The original SREBP-1a–deficient mouse line (SREBP-1aDF) was studied under all procedures approved by the Institutional of Animal Care and Use Committees at the Sanford Burnham Prebys Medical Discovery Institute and the Keimyung University School of Medicine, Daegu, South Korea (KM-2015-32R3). For full details of all these processes, see SI Appendix, Supplemental Materials and Methods.
Phagocytosis Assay.
Phagocytosis assays were performed using slight modifications to a previously published procedure (31).
Isolation of BMDMs.
BMDMs were isolated from C57B/6J, SREBP-1aDF/B6, SCAPfl/fl, SCAP LysM6-SCAP KO (SCAP mKO), Raptorfl/fl, LysM6-Raptor KO (raptor mKO), or B6(Cg)-Tlr4tm1.2Karp/J (TLR4 KO) mice. Femurs and tibias were isolated and flushed with DMEM supplemented with 2% FBS. After RBC were lysed using ACK lysis buffer (0.15 M NH4Cl, 10 mM KHCO3, and 0.1 mM Na2-EDTA, pH 7.2), macrophages were depleted by a preadhesion step for 2 h at 37 °C in 5% CO2. Following the differentiation of BMDMs for 7 d in culture, BMDMs were subcultured to use for experiments.

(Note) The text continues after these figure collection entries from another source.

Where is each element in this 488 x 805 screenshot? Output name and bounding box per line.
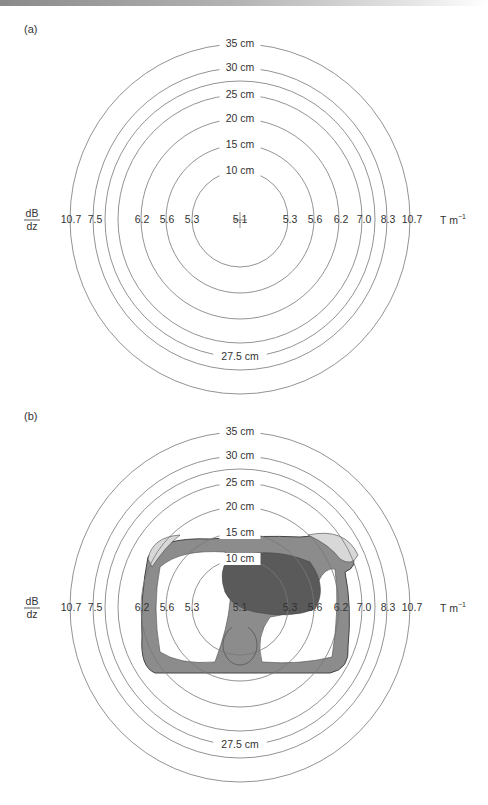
gradient-value-label: 10.7 [402, 213, 423, 225]
gradient-value-label: 7.0 [357, 213, 372, 225]
dB-numerator: dB [26, 207, 39, 219]
panel-label: (b) [24, 410, 37, 422]
ring-radius-label: 20 cm [226, 500, 255, 512]
gradient-value-label: 5.3 [185, 213, 200, 225]
ring-radius-label: 25 cm [226, 476, 255, 488]
ring-radius-label: 10 cm [226, 164, 255, 176]
gradient-unit: T m−1 [440, 601, 466, 614]
gradient-value-label: 8.3 [381, 213, 396, 225]
dz-denominator: dz [26, 608, 37, 620]
ring-radius-label: 30 cm [226, 61, 255, 73]
gradient-value-label: 5.1 [233, 213, 248, 225]
gradient-value-label: 5.6 [308, 213, 323, 225]
panel-a: (a)10 cm15 cm20 cm25 cm27.5 cm30 cm35 cm… [24, 23, 466, 394]
gradient-value-label: 5.6 [160, 601, 175, 613]
gradient-value-label: 10.7 [61, 601, 82, 613]
gradient-field-figure: (a)10 cm15 cm20 cm25 cm27.5 cm30 cm35 cm… [0, 0, 488, 805]
ring-radius-label: 10 cm [226, 552, 255, 564]
gradient-unit: T m−1 [440, 213, 466, 226]
ring-radius-label: 35 cm [226, 37, 255, 49]
ring-radius-label: 15 cm [226, 138, 255, 150]
gradient-value-label: 5.6 [160, 213, 175, 225]
gradient-value-label: 5.1 [233, 601, 248, 613]
gradient-value-label: 5.3 [283, 213, 298, 225]
dz-denominator: dz [26, 220, 37, 232]
gradient-value-label: 7.5 [88, 601, 103, 613]
gradient-value-label: 5.6 [308, 601, 323, 613]
ring-radius-label: 15 cm [226, 526, 255, 538]
ring-radius-label: 25 cm [226, 88, 255, 100]
gradient-value-label: 5.3 [283, 601, 298, 613]
panel-b: (b)10 cm15 cm20 cm25 cm27.5 cm30 cm35 cm… [24, 410, 466, 782]
panel-label: (a) [24, 23, 37, 35]
ring-radius-label: 35 cm [226, 425, 255, 437]
gradient-value-label: 10.7 [402, 601, 423, 613]
gradient-value-label: 7.5 [88, 213, 103, 225]
gradient-value-label: 8.3 [381, 601, 396, 613]
gradient-value-label: 6.2 [135, 213, 150, 225]
ring-radius-label: 20 cm [226, 112, 255, 124]
ring-radius-label: 27.5 cm [221, 738, 259, 750]
ring-radius-label: 27.5 cm [221, 350, 259, 362]
gradient-value-label: 5.3 [185, 601, 200, 613]
gradient-value-label: 6.2 [135, 601, 150, 613]
ring-radius-label: 30 cm [226, 449, 255, 461]
dB-numerator: dB [26, 595, 39, 607]
gradient-value-label: 6.2 [334, 601, 349, 613]
gradient-value-label: 10.7 [61, 213, 82, 225]
gradient-value-label: 6.2 [334, 213, 349, 225]
gradient-value-label: 7.0 [357, 601, 372, 613]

Adenovirus Infection in BMDMs.
Macrophages were plated in 100-mm dishes (1 × 106 cells per dish). Ad-SREBP-1a [10 multiplicities of infection (MOI)] was added to cells in DMEM containing 20% L929 conditioned medium without FBS at 37 °C with 5% CO2 for 6 h, and medium with FBS was added. After incubating for an additional 24 h, cells were collected for analysis.
Immunoblotting.
Proteins were isolated from BMDM, and immunoblotting was performed following a previous method (9).

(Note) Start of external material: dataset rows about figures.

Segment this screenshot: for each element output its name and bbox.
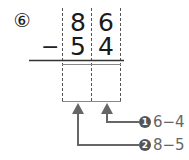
answer-box-tens[interactable] [63, 65, 91, 101]
problem-number: ⑥ [12, 10, 32, 30]
step-1-badge-icon: 1 [139, 116, 151, 128]
hint-step-2: 28−5 [139, 137, 185, 153]
step-2-badge-icon: 2 [139, 139, 151, 151]
subtrahend-ones-digit: 4 [96, 34, 116, 60]
hint-step-1-text: 6−4 [153, 113, 185, 131]
hint-step-2-text: 8−5 [153, 136, 185, 154]
answer-box-ones[interactable] [92, 65, 120, 101]
subtrahend-tens-digit: 5 [68, 34, 88, 60]
hint-step-1: 16−4 [139, 114, 185, 130]
arrow-ones-icon [101, 103, 139, 122]
minus-sign: − [41, 36, 57, 58]
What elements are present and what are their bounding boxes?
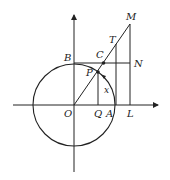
- label-p: P: [85, 67, 93, 78]
- label-c: C: [96, 49, 104, 60]
- label-a: A: [105, 108, 113, 119]
- label-t: T: [109, 34, 117, 45]
- point-p: [96, 70, 100, 74]
- point-c: [102, 61, 106, 65]
- label-n: N: [133, 58, 144, 69]
- unit-circle-diagram: M T B C N P x O Q A L: [0, 0, 170, 180]
- label-m: M: [125, 11, 137, 22]
- label-q: Q: [94, 108, 102, 119]
- label-b: B: [63, 52, 71, 63]
- label-x: x: [104, 85, 109, 95]
- label-o: O: [64, 108, 72, 119]
- label-l: L: [126, 108, 134, 119]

Biodistribution and Clearance of IC-IP6 from the Blood.
Preparation of IC-IP6, which is phytic acid chelated with Fe3+, was prepared and biodistribution was assessed as described (19).
Shotgun Lipidomics Analysis.
Cell pellets were homogenized in 0.5 mL of 10× diluted PBS in 2.0-mL cryogenic vials (Corning Life Sciences) by using a digital sonifier (Branson 450). For shotgun lipidomics, lipid extracts were diluted to a final concentration of ∼500 fmol/µL, and the mass spectrometric analysis was performed on a QqQ mass spectrometer (Thermo TSQ Quantiva) equipped with an automated nanospray device (TriVersa NanoMate; Advion Bioscience Ltd.) as previously described (32). Identification and quantification of lipid molecular species were performed using an automated software program (16, 33). Data were normalized to per milligram of protein.
S. Typhimurium Infection of BMDM.
S. typhimurium (SL1344) ppGpp deficiency strain was cultured overnight and then diluted 100-fold into LB broth and grown for another 4 h at 37 °C. The bacterial inoculums were diluted and added to the BMDM cells at MOI 1:100 for 30 min at 37 °C in 5% CO2/95% air.
Isolation of Detergent Resistance Membrane Fractions.
Detergent resistance membrane (DRM) fractions were isolated from BMDMs as described previously (21).
Supplementary Material
Acknowledgments
We thank Andrea Tenner and Deborah Fraser for helping set up the phagocytosis assay, Manuela Raffatellu for advice and suggestions, Lorenzo Thomas for assistance in preparing the manuscript, and Peter Espenshade for comments on the manuscript. This study was supported by Korea Research Foundation, Medical Research Center Grant 2014R1A5A2010008, Korea Government National Research Foundation Grants 2013R1A1A1006606 and 2016R1A2B4008516 (to S.-S.I.), and National Institutes of Health Grant HL48044 (to T.F.O.).
Footnotes
The authors declare no conflict of interest.
This article is a PNAS Direct Submission. P.T. is a guest editor invited by the Editorial Board.
This article contains supporting information online at www.pnas.org/lookup/suppl/doi:10.1073/pnas.1813458115/-/DCSupplemental.